In a way, that whole experience has helped me to be more compassionate to the students I talk to. I like to be able to say, "Forget about the bad grades. What do you feel ready to do NOW?" One of the reasons I am not too embarrassed to write about this is that I know from working with student records that a similar thing has happened to thousands of other people. I've come to see it with quite a bit of understanding. Sometimes people just simply are not in a place in their lives where they can devote themselves to school. And it is just too damn much work to do when you are distracted and want to be doing something else.
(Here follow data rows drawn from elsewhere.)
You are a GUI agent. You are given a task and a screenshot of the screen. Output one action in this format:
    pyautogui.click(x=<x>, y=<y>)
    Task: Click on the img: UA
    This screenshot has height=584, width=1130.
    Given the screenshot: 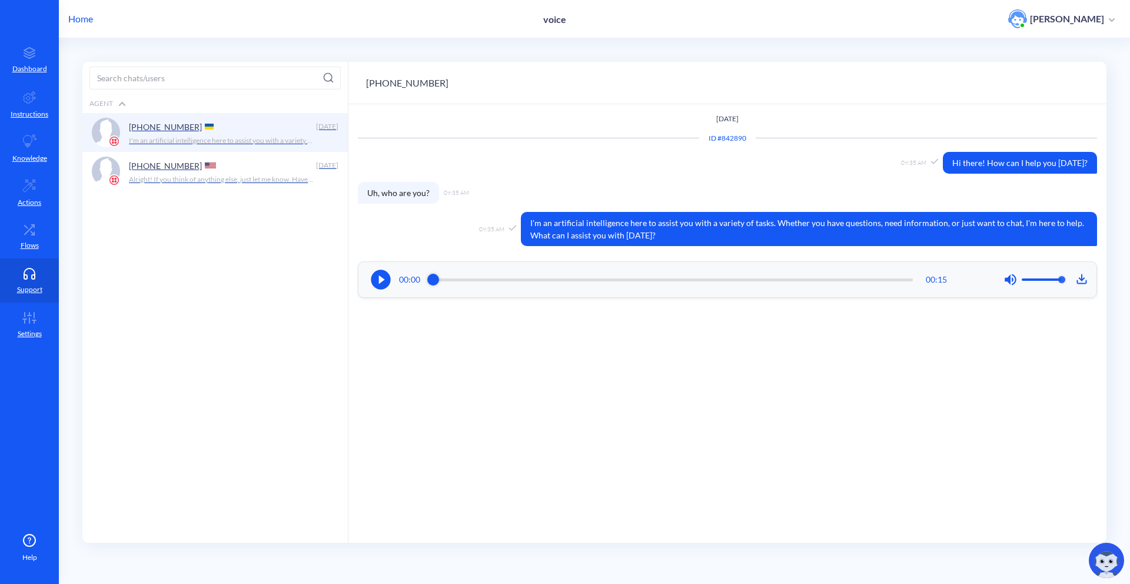 What is the action you would take?
    pyautogui.click(x=209, y=127)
It is an unfortunate thing about our educational system that all the advantages go to students who follow the traditional path and go to college right out of high school, because so many people are at their most receptive a few years later.

But....sometimes I think that in overcoming my tendency to hide from difficulties, I have become a little too controlled. I salvaged my life by learning to have self-discipline, to stay in control, and now sometimes I am frustrated or frightened by things I can't control. I try to balance the side of myself that needs to handle everything perfectly, to know what to expect, with the other side-- the artist-- who needs to be able to let go and plummet into the unknown and unforseen in order to be creative. It is an internal tug-of-war that ebbs and flows through my life, still popping up in my nightmares from time to time as a metaphor for anxiety.

Maybe I am just reliving all this school trauma because I am watching Piper trying to finish up her last semester, and feeling stress along with her as she struggles to get through the last few weeks. This has become the focus of our lives for now. There is nothing I can do to help, besides taking over the housework, and trying to be encouraging. We are both living a pressured life at the moment, just waiting for the final act of the six year drama know as the master's degree. And we are both so ready to throw our hats into the air and move on to another phase of life.